Post-quantum cryptography is gaining attention as blockchain networks prepare for long-term security risks. BNB Chain recently published a technical report outlining a migration path for the BNB Smart Chain (BSC).
The report covers quantum-resistant transaction signatures, consensus vote upgrades, and key performance trade-offs.
Researchers found that data size growth, not consensus changes, remains the central challenge for any future production deployment.
BNB Chain’s report focuses on two critical layers of BSC’s cryptographic architecture. Transaction signatures currently rely on ECDSA (secp256k1), which is vulnerable to Shor’s algorithm on quantum computers. The proposed migration replaces this with ML-DSA-44, standardized under NIST FIPS 204 in August 2024.
ML-DSA-44 belongs to the lattice-based signature family, built on the Module Learning With Errors problem. It offers NIST Level 2 security, roughly equivalent to AES-128. Researchers chose it over higher variants because signature size directly drives onchain costs.
The consensus layer currently uses BLS12-381 signature aggregation. The report proposes replacing this with pqSTARK aggregation.
Six validator signatures totaling 14.5 KB compress into a single ~340-byte proof, achieving roughly a 43:1 compression ratio.
BNB Chain noted on X: “The biggest challenge wasn’t consensus. It was the increase in transaction and block sizes once quantum-resistant signatures were introduced.”
Test results show a clear performance cost from the larger signature sizes. Native transfer throughput dropped by about 40%, and gas throughput fell by roughly 50% under cross-region conditions. Block size grew from approximately 130 KB to around 2 MB at 2,000 TPS.
The block byte budget became the binding constraint before gas limits were reached. This is because ML-DSA-44 signatures measure 2,420 bytes, compared to just 65 bytes for the current ECDSA signatures. Public keys also grew from 64 bytes to 1,312 bytes per transaction.
Mixed workloads showed smaller drops, around 35% for TPS and 22% for gas throughput. Contract transactions carry higher gas-per-byte, which reduces the relative weight of larger signatures in those cases.
Median finality remained stable at two slots across all test scenarios. The P99 finality latency rose to 11 slots under cross-region PQ conditions, driven entirely by block propagation delays over wider network links, not by any issue within the consensus protocol itself.
Address formats remain unchanged at 20 bytes, derived from the ML-DSA-44 public key through keccak-256. No updates are needed to existing wallets, SDKs, or RPCs. P2P handshakes and KZG commitments remain out of scope for this phase of research.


What needs to be done:
Set down every record below exactly as it stands, with the pictures omitted.
----- Record extracts
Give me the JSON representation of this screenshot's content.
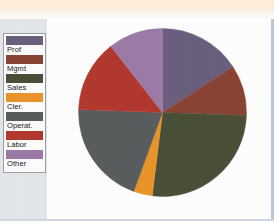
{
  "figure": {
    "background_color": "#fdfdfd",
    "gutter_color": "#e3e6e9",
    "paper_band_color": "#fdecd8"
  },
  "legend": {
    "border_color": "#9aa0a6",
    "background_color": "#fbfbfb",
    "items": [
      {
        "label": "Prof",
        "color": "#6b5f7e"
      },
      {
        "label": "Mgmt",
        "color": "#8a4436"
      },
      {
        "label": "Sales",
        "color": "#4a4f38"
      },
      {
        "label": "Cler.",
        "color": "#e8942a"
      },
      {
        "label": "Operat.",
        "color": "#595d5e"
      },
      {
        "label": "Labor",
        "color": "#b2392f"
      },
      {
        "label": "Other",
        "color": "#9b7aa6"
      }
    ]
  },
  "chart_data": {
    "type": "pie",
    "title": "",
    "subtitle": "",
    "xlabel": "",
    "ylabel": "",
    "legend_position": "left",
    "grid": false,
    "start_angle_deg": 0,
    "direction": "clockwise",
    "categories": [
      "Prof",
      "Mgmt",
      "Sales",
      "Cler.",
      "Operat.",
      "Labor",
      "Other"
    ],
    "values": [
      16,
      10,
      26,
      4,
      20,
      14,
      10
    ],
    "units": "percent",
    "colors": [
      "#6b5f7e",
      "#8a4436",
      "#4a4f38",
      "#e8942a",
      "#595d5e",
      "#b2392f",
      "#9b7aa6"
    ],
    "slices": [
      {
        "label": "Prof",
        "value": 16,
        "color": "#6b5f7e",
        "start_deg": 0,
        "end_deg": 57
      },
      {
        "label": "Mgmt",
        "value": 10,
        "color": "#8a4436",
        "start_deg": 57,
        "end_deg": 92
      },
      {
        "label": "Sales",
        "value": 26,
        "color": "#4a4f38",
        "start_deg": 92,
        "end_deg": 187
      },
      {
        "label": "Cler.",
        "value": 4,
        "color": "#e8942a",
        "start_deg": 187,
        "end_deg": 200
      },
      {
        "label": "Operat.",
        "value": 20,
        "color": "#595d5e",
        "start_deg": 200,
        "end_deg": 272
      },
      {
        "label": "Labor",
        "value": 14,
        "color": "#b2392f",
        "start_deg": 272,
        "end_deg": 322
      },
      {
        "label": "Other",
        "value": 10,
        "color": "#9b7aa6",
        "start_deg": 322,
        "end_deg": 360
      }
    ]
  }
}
----------
Answer below:
Give me the JSON representation of this screenshot's content.
{
  "figure": {
    "background_color": "#fdfdfd",
    "gutter_color": "#e3e6e9",
    "paper_band_color": "#fdecd8"
  },
  "legend": {
    "border_color": "#9aa0a6",
    "background_color": "#fbfbfb",
    "items": [
      {
        "label": "Prof",
        "color": "#6b5f7e"
      },
      {
        "label": "Mgmt",
        "color": "#8a4436"
      },
      {
        "label": "Sales",
        "color": "#4a4f38"
      },
      {
        "label": "Cler.",
        "color": "#e8942a"
      },
      {
        "label": "Operat.",
        "color": "#595d5e"
      },
      {
        "label": "Labor",
        "color": "#b2392f"
      },
      {
        "label": "Other",
        "color": "#9b7aa6"
      }
    ]
  },
  "chart_data": {
    "type": "pie",
    "title": "",
    "subtitle": "",
    "xlabel": "",
    "ylabel": "",
    "legend_position": "left",
    "grid": false,
    "start_angle_deg": 0,
    "direction": "clockwise",
    "categories": [
      "Prof",
      "Mgmt",
      "Sales",
      "Cler.",
      "Operat.",
      "Labor",
      "Other"
    ],
    "values": [
      16,
      10,
      26,
      4,
      20,
      14,
      10
    ],
    "units": "percent",
    "colors": [
      "#6b5f7e",
      "#8a4436",
      "#4a4f38",
      "#e8942a",
      "#595d5e",
      "#b2392f",
      "#9b7aa6"
    ],
    "slices": [
      {
        "label": "Prof",
        "value": 16,
        "color": "#6b5f7e",
        "start_deg": 0,
        "end_deg": 57
      },
      {
        "label": "Mgmt",
        "value": 10,
        "color": "#8a4436",
        "start_deg": 57,
        "end_deg": 92
      },
      {
        "label": "Sales",
        "value": 26,
        "color": "#4a4f38",
        "start_deg": 92,
        "end_deg": 187
      },
      {
        "label": "Cler.",
        "value": 4,
        "color": "#e8942a",
        "start_deg": 187,
        "end_deg": 200
      },
      {
        "label": "Operat.",
        "value": 20,
        "color": "#595d5e",
        "start_deg": 200,
        "end_deg": 272
      },
      {
        "label": "Labor",
        "value": 14,
        "color": "#b2392f",
        "start_deg": 272,
        "end_deg": 322
      },
      {
        "label": "Other",
        "value": 10,
        "color": "#9b7aa6",
        "start_deg": 322,
        "end_deg": 360
      }
    ]
  }
}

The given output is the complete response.